FilmLight will demonstrate its creative and technical commitment to Japanese television broadcasting and postproduction with its own booth at Inter BEE 2018 (Makuhari Messe, Tokyo, November 14-16, #3311). This marks both the five-year anniversary of the FilmLight office in Tokyo, and provides the opportunity to showcase the latest version of FilmLight’s color grading and management platform, Baselight v5, for the Japanese market.
“Movies and premium television are hugely important in Japan, and it is vital that users of our cutting edge creative tools are well supported,” said Koichi Matsui, head of FilmLight KK, the company's Japanese branch. “Having a sales and support team in the heart of the Japanese industry is proving to be a great success among our valued customers, and I am very excited to further the direct relationship with our clients at Inter BEE this year.”
The latest release, Baselight v5, offers new features that help to streamline the most complex and time-consuming workflows both within the color grading suite and in collaboration with editing, VFX and 360Ëš VR. The same software toolkit has been implemented across the product range, from Prelight for on-set visualization, the Daylight dailies system and the expanding Baselight Editions range for editing and VFX, as well as the high-powered Baselight grading stations.
New features include intelligent branching, which means that different operators can now work on the same scene simultaneously with ease, either to perform specific tasks or to create multiple deliverables.
With HDR a hot topic, new Baselight functionality is also aimed at developing looks within the extended range and color gamut, which can then be faithfully retained across the multitude of delivery formats expected today. Boost Range, for example, is an automated tool to boost the dynamic range of an image from SDR to HDR using complex spatial processing to achieve a natural look, while Texture Highlight uses frequency analysis to avoid blocky highlights.
Toei Digital Lab in Tokyo recently purchased an additional Baselight TWO system targeted at TV productions such as those for Netflix, NHK and other 4K/UHD programs.
“Baselight v5 puts every creative nuance at the colorist’s fingertips for grading and VFX,” said Soichi Satake, sr. colorist at Toei Digital Lab. “With the new Base Grade, for instance, we can precisely reproduce the image that was achieved by adjusting camera exposure on set. The control of burnished highlights has become easier too, especially for deep shadows.”
“FilmLight’s 24/365 support is a tremendous help for us, especially the remote diagnostic ability,” he added. “Our workflow in Japan sometime differs from those in other countries but the FilmLight team understands our needs and improves the features to meet what we require. FilmLight aggressively works through all new request features, so that I find Baselight evolves rapidly to match the path of our constant evolving needs.”
Baselight v5 will be demonstrated on the Baselight TWO system and within Baselight Editions on booth 3311 in hall 3 at Inter BEE 2018.
Review: Writer-Director Coralie Fargeat’s “The Substance”
In its first two hours, "The Substance" is a well-made, entertaining movie. Writer-director Coralie Fargeat treats audiences to a heavy dose of biting social commentary on ageism and sexism in Hollywood, with a spoonful of sugar- and sparkle-doused body horror.
But the film's deliciously unhinged, blood-soaked and inevitably polarizing third act is what makes it unforgettable.
What begins as a dread-inducing but still relatively palatable sci-fi flick spirals deeper into absurdism and violence, eventually erupting — quite literally — into a full-blown monster movie. Let the viewer decide who the monster is.
Fargeat — who won best screenplay at this year's Cannes Film Festival — has been vocal about her reverence for "The Fly" director David Cronenberg, and fans of the godfather of body horror will see his unmistakable influence. But "The Substance" is also wholly unique and benefits from Fargeat's perspective, which, according to the French filmmaker, has involved extensive grappling with her own relationship to her body and society's scrutiny.
"The Substance" tells the story of Elisabeth Sparkle, a famed aerobics instructor with a televised show, played by a powerfully vulnerable Demi Moore. Sparkle is fired on her 50th birthday by a ruthless executive — a perfectly cast Dennis Quaid, who nails sleazy and gross.
Feeling rejected by a town that once loved her and despairing over her bygone star power, Sparkle learns from a handsome young nurse about a black-market drug that promises to create a "younger, more beautiful, more perfect" version of its user. Though she initially tosses the phone number in the trash, she soon fishes it out in a desperate panic and places an order.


**Exercise directions**
Lines containing "cube" should be pulled from the material below.

────────────────

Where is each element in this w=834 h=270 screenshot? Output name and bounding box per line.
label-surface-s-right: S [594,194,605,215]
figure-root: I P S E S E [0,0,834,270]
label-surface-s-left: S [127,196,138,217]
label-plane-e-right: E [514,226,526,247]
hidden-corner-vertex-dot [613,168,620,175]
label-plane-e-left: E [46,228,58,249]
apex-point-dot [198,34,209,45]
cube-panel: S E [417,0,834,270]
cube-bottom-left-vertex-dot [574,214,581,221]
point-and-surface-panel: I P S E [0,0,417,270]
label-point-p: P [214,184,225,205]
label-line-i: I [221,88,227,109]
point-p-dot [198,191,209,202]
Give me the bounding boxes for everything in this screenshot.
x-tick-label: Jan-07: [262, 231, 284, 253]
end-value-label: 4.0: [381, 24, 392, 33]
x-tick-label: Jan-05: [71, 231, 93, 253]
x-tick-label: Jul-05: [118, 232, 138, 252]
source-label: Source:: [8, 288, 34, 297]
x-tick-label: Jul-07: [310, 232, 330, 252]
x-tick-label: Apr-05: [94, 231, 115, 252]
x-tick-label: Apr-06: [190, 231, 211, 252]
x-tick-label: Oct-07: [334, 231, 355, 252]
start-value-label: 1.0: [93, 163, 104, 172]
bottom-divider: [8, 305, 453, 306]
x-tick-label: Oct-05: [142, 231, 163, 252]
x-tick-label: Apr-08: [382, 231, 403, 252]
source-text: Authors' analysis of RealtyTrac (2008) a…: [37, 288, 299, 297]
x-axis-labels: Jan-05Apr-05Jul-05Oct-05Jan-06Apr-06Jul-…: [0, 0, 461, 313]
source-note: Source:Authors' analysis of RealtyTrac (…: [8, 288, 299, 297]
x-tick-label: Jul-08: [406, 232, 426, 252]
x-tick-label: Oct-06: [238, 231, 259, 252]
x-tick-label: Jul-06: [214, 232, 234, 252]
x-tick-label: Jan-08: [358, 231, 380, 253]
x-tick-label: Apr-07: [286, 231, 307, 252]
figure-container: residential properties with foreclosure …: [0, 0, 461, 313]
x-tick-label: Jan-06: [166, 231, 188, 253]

────────────────

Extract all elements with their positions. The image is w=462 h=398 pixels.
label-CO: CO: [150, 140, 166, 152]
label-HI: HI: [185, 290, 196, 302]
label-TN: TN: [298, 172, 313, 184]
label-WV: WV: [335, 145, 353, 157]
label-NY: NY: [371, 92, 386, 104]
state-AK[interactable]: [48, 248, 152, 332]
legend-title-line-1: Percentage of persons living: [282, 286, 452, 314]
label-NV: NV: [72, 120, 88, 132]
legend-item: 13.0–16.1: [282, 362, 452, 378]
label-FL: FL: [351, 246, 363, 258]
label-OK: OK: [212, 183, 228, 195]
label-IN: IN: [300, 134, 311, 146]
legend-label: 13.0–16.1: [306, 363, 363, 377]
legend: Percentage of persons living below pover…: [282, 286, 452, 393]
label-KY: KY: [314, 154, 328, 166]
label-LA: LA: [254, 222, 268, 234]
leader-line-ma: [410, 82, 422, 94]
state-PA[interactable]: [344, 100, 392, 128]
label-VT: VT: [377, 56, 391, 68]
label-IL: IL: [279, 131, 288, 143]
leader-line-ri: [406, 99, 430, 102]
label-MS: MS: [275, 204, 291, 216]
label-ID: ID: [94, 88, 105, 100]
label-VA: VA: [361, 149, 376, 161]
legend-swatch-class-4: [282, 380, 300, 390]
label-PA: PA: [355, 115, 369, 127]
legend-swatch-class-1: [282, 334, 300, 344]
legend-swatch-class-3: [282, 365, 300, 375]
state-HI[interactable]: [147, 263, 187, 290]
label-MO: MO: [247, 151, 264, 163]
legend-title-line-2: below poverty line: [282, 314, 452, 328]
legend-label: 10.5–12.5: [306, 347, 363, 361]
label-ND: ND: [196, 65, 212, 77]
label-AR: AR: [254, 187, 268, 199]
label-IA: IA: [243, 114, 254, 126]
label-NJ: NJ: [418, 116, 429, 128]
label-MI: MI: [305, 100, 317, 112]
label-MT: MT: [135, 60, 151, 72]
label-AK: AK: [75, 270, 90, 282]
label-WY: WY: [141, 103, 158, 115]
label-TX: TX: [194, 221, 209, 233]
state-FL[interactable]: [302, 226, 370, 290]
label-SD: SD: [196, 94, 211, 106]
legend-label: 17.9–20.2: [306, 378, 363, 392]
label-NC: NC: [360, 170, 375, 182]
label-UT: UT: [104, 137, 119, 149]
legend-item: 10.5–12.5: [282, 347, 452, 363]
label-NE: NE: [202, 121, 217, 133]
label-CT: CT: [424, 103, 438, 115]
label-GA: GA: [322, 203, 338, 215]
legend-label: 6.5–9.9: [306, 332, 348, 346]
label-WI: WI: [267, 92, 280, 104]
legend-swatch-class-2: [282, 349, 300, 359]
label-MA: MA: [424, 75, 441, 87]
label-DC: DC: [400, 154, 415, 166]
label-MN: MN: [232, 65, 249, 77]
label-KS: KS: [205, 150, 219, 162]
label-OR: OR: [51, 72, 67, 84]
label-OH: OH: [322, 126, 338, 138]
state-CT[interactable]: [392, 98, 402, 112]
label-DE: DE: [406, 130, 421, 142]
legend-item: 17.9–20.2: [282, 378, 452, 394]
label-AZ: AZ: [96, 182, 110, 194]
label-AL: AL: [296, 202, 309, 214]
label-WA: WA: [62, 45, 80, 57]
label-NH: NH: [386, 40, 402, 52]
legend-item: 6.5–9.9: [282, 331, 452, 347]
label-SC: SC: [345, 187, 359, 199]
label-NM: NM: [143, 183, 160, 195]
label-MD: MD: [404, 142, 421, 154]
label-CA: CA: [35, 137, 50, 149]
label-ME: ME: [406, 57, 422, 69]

────────────────

**Task answer**
cube-panel: S E [417,0,834,270]
cube-bottom-left-vertex-dot [574,214,581,221]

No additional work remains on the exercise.